Seminar über die Physik der kondensierten Materie (SFB/TRR173 Spin+X und SFB/TR288 Kolloquium, TopDyn-Seminar)
Feb. 8, 2018 at 11 a.m. in MEDIEN-Room, Staudinger Weg 7, 03-431Univ-Prof. Dr. Jure Demsar
Univ.-Prof. Dr. Hans-Joachim Elmers
Univ.-Prof. Dr. Mathias Kläui
Univ.-Prof. Dr. Thomas Palberg
Graphene research has prospered impressively in the past years, and promising applications such as high frequency transistors, THz detectors, magnetic field sensors, flexible optoelectronics, and spintronics applications are waiting for a scalable and cost efficient fabrication technology to produce high-quality, i.e. high-mobility graphene. Although significant progress has been made in chemical vapor deposition (CVD) of "synthetic" graphene on copper foils, typical charge carrier mobilities are significantly lower than what is achieved using exfoliated "natural" graphene. We show that the quality of CVD-grown graphene depends critically on the used transfer process, where the true membrane property of graphene - placing this material right at the crossover from "soft" to "hard" matter - plays a crucial role. We report on an advanced transfer technique that allows making devices with carrier mobilities up to three million cm2/(Vs) thus rivaling exfoliated "natural" graphene. This brings novel electron-optic devices into reach. Furthermore, we demonstrate that dry transfer techniques are also the key to push the spin transport properties of graphene beyond the 10 ns benchmark of the spin lifetime at room temperature. This is of high technological interest as it marks the threshold at which manipulation of spins with electrical high frequency technology becomes feasible.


* _Problem to work on_
Select the lines of the records containing the word "window" and list them.

**** Records provided

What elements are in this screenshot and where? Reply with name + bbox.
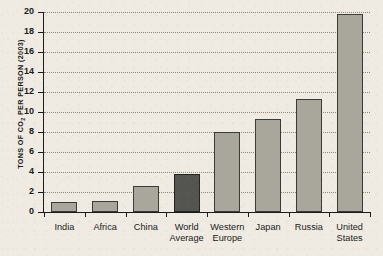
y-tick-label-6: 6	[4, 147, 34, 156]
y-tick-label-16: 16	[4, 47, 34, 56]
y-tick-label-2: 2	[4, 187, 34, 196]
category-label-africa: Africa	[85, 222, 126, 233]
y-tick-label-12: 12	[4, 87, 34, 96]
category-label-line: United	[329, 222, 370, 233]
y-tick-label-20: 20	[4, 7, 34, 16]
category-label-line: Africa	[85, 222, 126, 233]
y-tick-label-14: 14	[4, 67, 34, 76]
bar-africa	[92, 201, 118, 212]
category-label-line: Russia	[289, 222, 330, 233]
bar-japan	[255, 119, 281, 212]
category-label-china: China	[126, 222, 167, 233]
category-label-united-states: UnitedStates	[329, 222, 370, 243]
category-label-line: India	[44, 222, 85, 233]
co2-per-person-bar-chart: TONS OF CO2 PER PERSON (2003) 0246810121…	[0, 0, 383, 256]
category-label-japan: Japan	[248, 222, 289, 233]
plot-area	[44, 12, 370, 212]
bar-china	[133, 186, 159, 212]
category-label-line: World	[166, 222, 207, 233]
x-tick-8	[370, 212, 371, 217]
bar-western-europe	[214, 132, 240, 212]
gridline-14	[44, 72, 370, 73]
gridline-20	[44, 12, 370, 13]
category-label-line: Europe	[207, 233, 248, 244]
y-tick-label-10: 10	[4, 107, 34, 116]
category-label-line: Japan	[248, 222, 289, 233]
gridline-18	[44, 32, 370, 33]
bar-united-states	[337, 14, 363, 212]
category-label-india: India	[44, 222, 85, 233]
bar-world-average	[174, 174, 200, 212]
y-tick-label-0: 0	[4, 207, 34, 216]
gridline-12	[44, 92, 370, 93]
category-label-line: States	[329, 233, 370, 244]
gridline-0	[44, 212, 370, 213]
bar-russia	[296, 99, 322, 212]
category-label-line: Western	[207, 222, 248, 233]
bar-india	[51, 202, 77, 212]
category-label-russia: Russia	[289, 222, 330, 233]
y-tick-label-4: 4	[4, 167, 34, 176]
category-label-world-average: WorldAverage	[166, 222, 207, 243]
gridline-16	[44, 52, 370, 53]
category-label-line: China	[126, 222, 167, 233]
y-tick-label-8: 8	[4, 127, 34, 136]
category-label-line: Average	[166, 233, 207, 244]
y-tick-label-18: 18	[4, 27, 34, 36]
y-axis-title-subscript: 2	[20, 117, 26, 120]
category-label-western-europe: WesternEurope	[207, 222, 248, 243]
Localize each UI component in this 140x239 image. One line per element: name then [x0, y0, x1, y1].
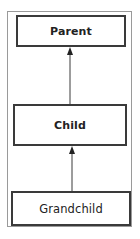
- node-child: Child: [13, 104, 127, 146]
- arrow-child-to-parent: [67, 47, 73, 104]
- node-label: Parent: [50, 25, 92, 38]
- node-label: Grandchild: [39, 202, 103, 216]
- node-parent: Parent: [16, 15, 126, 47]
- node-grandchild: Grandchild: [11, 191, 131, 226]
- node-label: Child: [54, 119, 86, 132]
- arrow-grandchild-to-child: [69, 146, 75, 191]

********
**** Records provided

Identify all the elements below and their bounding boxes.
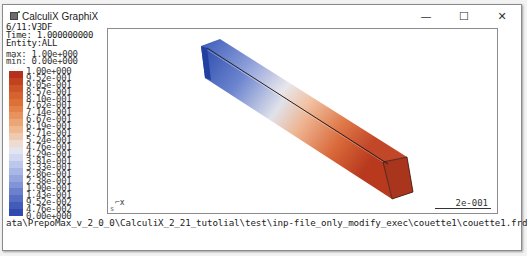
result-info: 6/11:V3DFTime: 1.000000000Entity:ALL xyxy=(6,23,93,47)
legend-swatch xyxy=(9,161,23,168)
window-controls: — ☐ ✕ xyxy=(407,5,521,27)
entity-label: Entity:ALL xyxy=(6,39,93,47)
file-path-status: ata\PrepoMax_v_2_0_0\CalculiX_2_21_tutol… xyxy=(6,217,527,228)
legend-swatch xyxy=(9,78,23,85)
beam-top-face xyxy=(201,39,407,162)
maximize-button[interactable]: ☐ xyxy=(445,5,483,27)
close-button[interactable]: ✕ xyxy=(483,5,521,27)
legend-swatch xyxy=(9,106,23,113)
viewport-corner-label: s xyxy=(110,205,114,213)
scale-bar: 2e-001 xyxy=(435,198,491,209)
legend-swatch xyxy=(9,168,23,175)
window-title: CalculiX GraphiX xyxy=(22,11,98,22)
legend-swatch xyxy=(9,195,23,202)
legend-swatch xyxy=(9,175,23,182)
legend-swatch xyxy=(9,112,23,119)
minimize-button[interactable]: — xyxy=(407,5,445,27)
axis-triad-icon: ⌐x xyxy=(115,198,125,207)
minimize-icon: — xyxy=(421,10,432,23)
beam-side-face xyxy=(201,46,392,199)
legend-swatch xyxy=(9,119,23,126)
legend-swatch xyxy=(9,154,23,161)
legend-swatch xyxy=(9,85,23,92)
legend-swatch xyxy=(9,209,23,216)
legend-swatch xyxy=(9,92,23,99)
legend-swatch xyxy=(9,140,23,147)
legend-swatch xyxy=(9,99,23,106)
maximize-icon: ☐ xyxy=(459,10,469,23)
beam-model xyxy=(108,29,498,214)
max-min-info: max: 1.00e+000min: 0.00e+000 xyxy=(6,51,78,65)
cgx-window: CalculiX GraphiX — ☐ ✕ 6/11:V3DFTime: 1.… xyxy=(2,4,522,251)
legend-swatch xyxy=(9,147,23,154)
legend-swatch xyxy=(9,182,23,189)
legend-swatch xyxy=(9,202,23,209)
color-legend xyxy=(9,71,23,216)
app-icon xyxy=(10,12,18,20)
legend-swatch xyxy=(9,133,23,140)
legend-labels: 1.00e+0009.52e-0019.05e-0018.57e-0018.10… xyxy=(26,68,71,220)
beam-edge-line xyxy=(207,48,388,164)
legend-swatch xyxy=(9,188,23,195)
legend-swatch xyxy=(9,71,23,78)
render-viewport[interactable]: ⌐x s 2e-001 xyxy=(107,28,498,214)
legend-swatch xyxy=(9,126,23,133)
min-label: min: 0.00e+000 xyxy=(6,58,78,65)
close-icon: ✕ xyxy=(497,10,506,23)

********

* _Reply to the exercise_
window-controls: — ☐ ✕ xyxy=(407,5,521,27)
window-title: CalculiX GraphiX xyxy=(22,11,98,22)
cgx-window: CalculiX GraphiX — ☐ ✕ 6/11:V3DFTime: 1.… xyxy=(2,4,522,251)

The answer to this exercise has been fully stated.